How Is Harrison Bergeron A Dystopian Society

589 Words3 Pages

A dystopian society is an imaginative society in which the citizens live a dehumanized, fearful life. A similar conflict is found in the stories of Harrison Bergeron, Examination day, and Shades. Dystopian stories relate to each other by having the protagonist's rights taken because something is forbidden. Harrison from the story “Harrison Bergeron" by Kurt Vonnegut, Jr. is denied his freedom, and individuality. He is being kept in prison for being a genius, strong, under-handicapped, and being regarded as extremely dangerous. He’s so frightening to the government that he gets put in prison on suspicion of plotting to overthrow them. He escapes, even though he has heavier handicaps than anyone else. Those handicapped are in prison. They show it on the newscast. It shows that “Instead of a little …show more content…

The spectacles were intended to make him not only half blind, but to give him whanging headaches. In the race of life, Harrison carried three hundred pounds. Required that he wear at all times a red rubber ball for a nose, keep his eyebrows shaved off, and cover his even white teeth with black caps at random.”(4). Harrison is being forced to feel ostracized. He doesn't have freedom at all. He can't be himself because he has more abilities than others. In the same way, there is something similar. Freedom of potential being denied. Dickie from the story “Examination Day” by Henry Slesar has to do a test that will determine his future. If a person exceeds the score on the test, meaning they go over the potential the government thinks they should have, then they will get eliminated.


[DESCRIPTION OF THE TASK] Every line from the one containing "Parse this screenshot: output" to the end of the data below should be copied exactly, but pictures should not.
____________________
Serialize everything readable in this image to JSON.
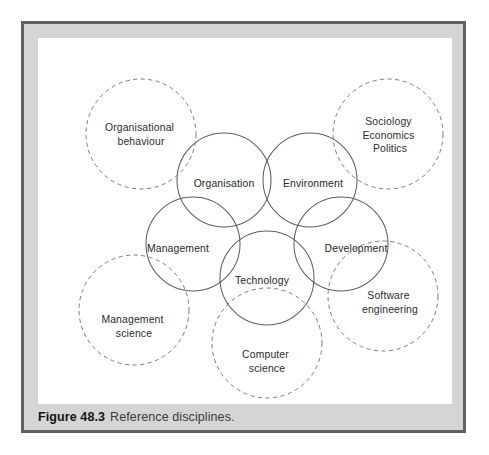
{
  "figure": {
    "caption_number": "Figure 48.3",
    "caption_text": "Reference disciplines.",
    "frame_color": "#5f6163",
    "panel_color": "#ffffff",
    "mat_color": "#d5d5d5"
  },
  "diagram": {
    "type": "venn-overlapping-circles",
    "core_stroke_color": "#5d5f63",
    "reference_stroke_color": "#7b7d81",
    "core_disciplines": [
      {
        "id": "organisation",
        "label": "Organisation",
        "cx": 186,
        "cy": 142,
        "r": 47,
        "label_x": 186,
        "label_y": 146
      },
      {
        "id": "environment",
        "label": "Environment",
        "cx": 272,
        "cy": 142,
        "r": 47,
        "label_x": 275,
        "label_y": 146
      },
      {
        "id": "management",
        "label": "Management",
        "cx": 155,
        "cy": 206,
        "r": 47,
        "label_x": 140,
        "label_y": 211
      },
      {
        "id": "development",
        "label": "Development",
        "cx": 303,
        "cy": 206,
        "r": 47,
        "label_x": 318,
        "label_y": 211
      },
      {
        "id": "technology",
        "label": "Technology",
        "cx": 229,
        "cy": 240,
        "r": 47,
        "label_x": 224,
        "label_y": 243
      }
    ],
    "reference_disciplines": [
      {
        "id": "organisational-behaviour",
        "lines": [
          "Organisational",
          "behaviour"
        ],
        "cx": 103,
        "cy": 96,
        "r": 55,
        "label_x": 103,
        "label_y": 90
      },
      {
        "id": "sociology-economics-politics",
        "lines": [
          "Sociology",
          "Economics",
          "Politics"
        ],
        "cx": 350,
        "cy": 96,
        "r": 55,
        "label_x": 352,
        "label_y": 84
      },
      {
        "id": "management-science",
        "lines": [
          "Management",
          "science"
        ],
        "cx": 96,
        "cy": 272,
        "r": 55,
        "label_x": 96,
        "label_y": 282
      },
      {
        "id": "software-engineering",
        "lines": [
          "Software",
          "engineering"
        ],
        "cx": 345,
        "cy": 258,
        "r": 55,
        "label_x": 352,
        "label_y": 258
      },
      {
        "id": "computer-science",
        "lines": [
          "Computer",
          "science"
        ],
        "cx": 229,
        "cy": 305,
        "r": 55,
        "label_x": 229,
        "label_y": 317
      }
    ]
  }
}
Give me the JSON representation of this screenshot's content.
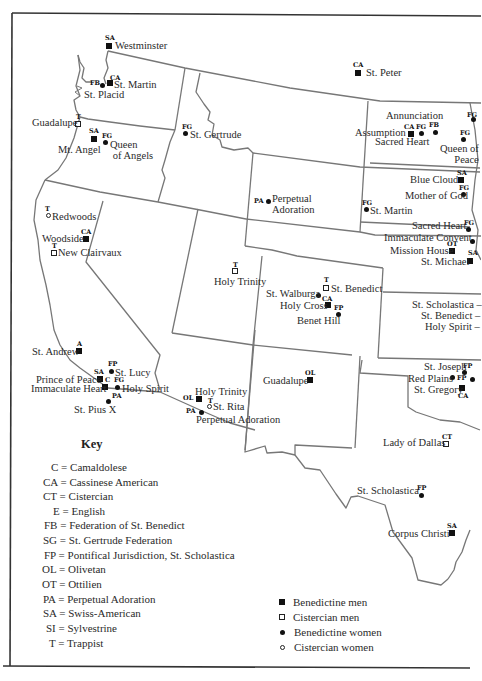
{
  "map": {
    "legend_markers": {
      "benedictine_men": "filled-square",
      "cistercian_men": "open-square",
      "benedictine_women": "filled-circle",
      "cistercian_women": "open-circle"
    },
    "sites": [
      {
        "name": "Westminster",
        "code": "SA",
        "type": "bm"
      },
      {
        "name": "St. Martin",
        "code": "CA",
        "type": "bm"
      },
      {
        "name": "St. Placid",
        "code": "FB",
        "type": "bw"
      },
      {
        "name": "Guadalupe",
        "code": "T",
        "type": "cm"
      },
      {
        "name": "Mt. Angel",
        "code": "SA",
        "type": "bm"
      },
      {
        "name": "Queen of Angels",
        "code": "FG",
        "type": "bw"
      },
      {
        "name": "St. Gertrude",
        "code": "FG",
        "type": "bw"
      },
      {
        "name": "St. Peter",
        "code": "CA",
        "type": "bm"
      },
      {
        "name": "Annunciation",
        "code": "FB",
        "type": "bw"
      },
      {
        "name": "Assumption",
        "code": "CA",
        "type": "bm"
      },
      {
        "name": "Sacred Heart",
        "code": "FG",
        "type": "bw"
      },
      {
        "name": "Queen of Peace",
        "code": "FG",
        "type": "bw"
      },
      {
        "name": "(unlabeled)",
        "code": "FG",
        "type": "bw"
      },
      {
        "name": "Blue Cloud",
        "code": "SA",
        "type": "bm"
      },
      {
        "name": "Mother of God",
        "code": "FG",
        "type": "bw"
      },
      {
        "name": "Perpetual Adoration",
        "code": "PA",
        "type": "bw"
      },
      {
        "name": "St. Martin",
        "code": "FG",
        "type": "bw"
      },
      {
        "name": "Sacred Heart",
        "code": "FG",
        "type": "bw"
      },
      {
        "name": "Immaculate Convent",
        "code": "",
        "type": "bw"
      },
      {
        "name": "Mission House",
        "code": "OT",
        "type": "bm"
      },
      {
        "name": "St. Michael",
        "code": "SA",
        "type": "bm"
      },
      {
        "name": "Redwoods",
        "code": "T",
        "type": "cw"
      },
      {
        "name": "Woodside",
        "code": "CA",
        "type": "bm"
      },
      {
        "name": "New Clairvaux",
        "code": "T",
        "type": "cm"
      },
      {
        "name": "Holy Trinity",
        "code": "T",
        "type": "cm"
      },
      {
        "name": "St. Benedict",
        "code": "T",
        "type": "cm"
      },
      {
        "name": "St. Walburga",
        "code": "",
        "type": "bw"
      },
      {
        "name": "Holy Cross",
        "code": "CA",
        "type": "bm"
      },
      {
        "name": "Benet Hill",
        "code": "FP",
        "type": "bw"
      },
      {
        "name": "St. Scholastica –",
        "code": "",
        "type": "text"
      },
      {
        "name": "St. Benedict –",
        "code": "",
        "type": "text"
      },
      {
        "name": "Holy Spirit –",
        "code": "",
        "type": "text"
      },
      {
        "name": "St. Andrew",
        "code": "A",
        "type": "bm"
      },
      {
        "name": "St. Lucy",
        "code": "FP",
        "type": "bw"
      },
      {
        "name": "Prince of Peace",
        "code": "SA",
        "type": "bm"
      },
      {
        "name": "Immaculate Heart",
        "code": "C",
        "type": "bm"
      },
      {
        "name": "Holy Spirit",
        "code": "FG",
        "type": "bw"
      },
      {
        "name": "St. Pius X",
        "code": "PA",
        "type": "bw"
      },
      {
        "name": "Holy Trinity",
        "code": "OL",
        "type": "bm"
      },
      {
        "name": "St. Rita",
        "code": "T",
        "type": "cw"
      },
      {
        "name": "Perpetual Adoration",
        "code": "PA",
        "type": "bw"
      },
      {
        "name": "Guadalupe",
        "code": "OL",
        "type": "bm"
      },
      {
        "name": "St. Joseph",
        "code": "FP",
        "type": "bw"
      },
      {
        "name": "Red Plains",
        "code": "FP",
        "type": "bw"
      },
      {
        "name": "St. Gregory",
        "code": "CA",
        "type": "bm"
      },
      {
        "name": "Lady of Dallas",
        "code": "CT",
        "type": "cm"
      },
      {
        "name": "St. Scholastica",
        "code": "FP",
        "type": "bw"
      },
      {
        "name": "Corpus Christi",
        "code": "SA",
        "type": "bm"
      }
    ]
  },
  "key": {
    "title": "Key",
    "items": [
      "C = Camaldolese",
      "CA = Cassinese American",
      "CT = Cistercian",
      "E = English",
      "FB = Federation of St. Benedict",
      "SG = St. Gertrude Federation",
      "FP = Pontifical Jurisdiction, St. Scholastica",
      "OL = Olivetan",
      "OT = Ottilien",
      "PA = Perpetual Adoration",
      "SA = Swiss-American",
      "SI = Sylvestrine",
      "T = Trappist"
    ]
  },
  "legend": {
    "items": [
      {
        "label": "Benedictine men",
        "icon": "filled-square"
      },
      {
        "label": "Cistercian men",
        "icon": "open-square"
      },
      {
        "label": "Benedictine women",
        "icon": "filled-circle"
      },
      {
        "label": "Cistercian women",
        "icon": "open-circle"
      }
    ]
  },
  "colors": {
    "state_border": "#6e6e6e",
    "frame": "#333333",
    "text": "#2a2a2a",
    "marker": "#111111"
  }
}
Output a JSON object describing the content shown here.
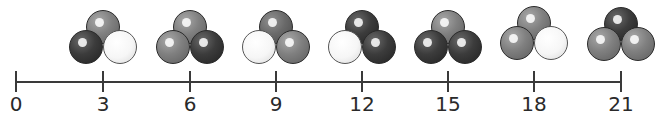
{
  "number_line": {
    "min": 0,
    "max": 21,
    "step": 3,
    "ticks": [
      {
        "value": 0,
        "label": "0"
      },
      {
        "value": 3,
        "label": "3"
      },
      {
        "value": 6,
        "label": "6"
      },
      {
        "value": 9,
        "label": "9"
      },
      {
        "value": 12,
        "label": "12"
      },
      {
        "value": 15,
        "label": "15"
      },
      {
        "value": 18,
        "label": "18"
      },
      {
        "value": 21,
        "label": "21"
      }
    ]
  },
  "ball_groups": [
    {
      "at": 3,
      "balls": {
        "top": "gray",
        "left": "black",
        "right": "white"
      }
    },
    {
      "at": 6,
      "balls": {
        "top": "gray",
        "left": "gray",
        "right": "black"
      }
    },
    {
      "at": 9,
      "balls": {
        "top": "dgray",
        "left": "white",
        "right": "gray"
      }
    },
    {
      "at": 12,
      "balls": {
        "top": "black",
        "left": "white",
        "right": "black"
      }
    },
    {
      "at": 15,
      "balls": {
        "top": "gray",
        "left": "black",
        "right": "black"
      }
    },
    {
      "at": 18,
      "balls": {
        "top": "gray",
        "left": "gray",
        "right": "white"
      }
    },
    {
      "at": 21,
      "balls": {
        "top": "black",
        "left": "gray",
        "right": "gray"
      }
    }
  ],
  "colors": {
    "line": "#3a3a3a",
    "label": "#2a2a2a",
    "black_ball": "#333333",
    "gray_ball": "#808080",
    "white_ball": "#f6f6f6"
  }
}
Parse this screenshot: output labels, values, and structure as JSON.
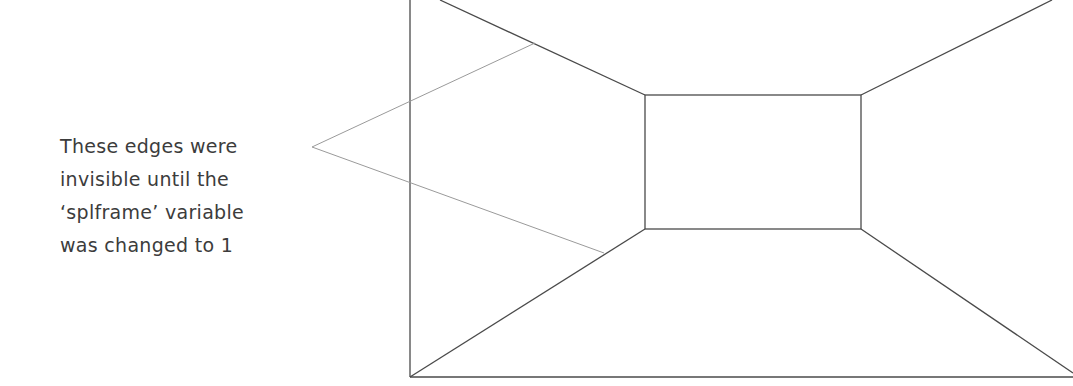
{
  "annotation": {
    "lines": [
      "These edges were",
      "invisible until the",
      "‘splframe’ variable",
      "was changed to 1"
    ]
  },
  "colors": {
    "edge": "#4a4a4a",
    "leader": "#9a9a9a",
    "text": "#3c3c3c",
    "background": "#ffffff"
  },
  "geometry": {
    "outer_frame": {
      "left": 410,
      "top": 0,
      "right": 1073,
      "bottom": 377
    },
    "inner_box": {
      "left": 645,
      "top": 95,
      "right": 861,
      "bottom": 229
    },
    "leader_apex": {
      "x": 312,
      "y": 147
    },
    "leader_targets": [
      {
        "x": 535,
        "y": 43
      },
      {
        "x": 604,
        "y": 253
      }
    ]
  }
}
____________________
[OUTPUT FOR THIS TASK]
Parse this screenshot: output labels, values, and structure as JSON.
{
  "annotation": {
    "lines": [
      "These edges were",
      "invisible until the",
      "‘splframe’ variable",
      "was changed to 1"
    ]
  },
  "colors": {
    "edge": "#4a4a4a",
    "leader": "#9a9a9a",
    "text": "#3c3c3c",
    "background": "#ffffff"
  },
  "geometry": {
    "outer_frame": {
      "left": 410,
      "top": 0,
      "right": 1073,
      "bottom": 377
    },
    "inner_box": {
      "left": 645,
      "top": 95,
      "right": 861,
      "bottom": 229
    },
    "leader_apex": {
      "x": 312,
      "y": 147
    },
    "leader_targets": [
      {
        "x": 535,
        "y": 43
      },
      {
        "x": 604,
        "y": 253
      }
    ]
  }
}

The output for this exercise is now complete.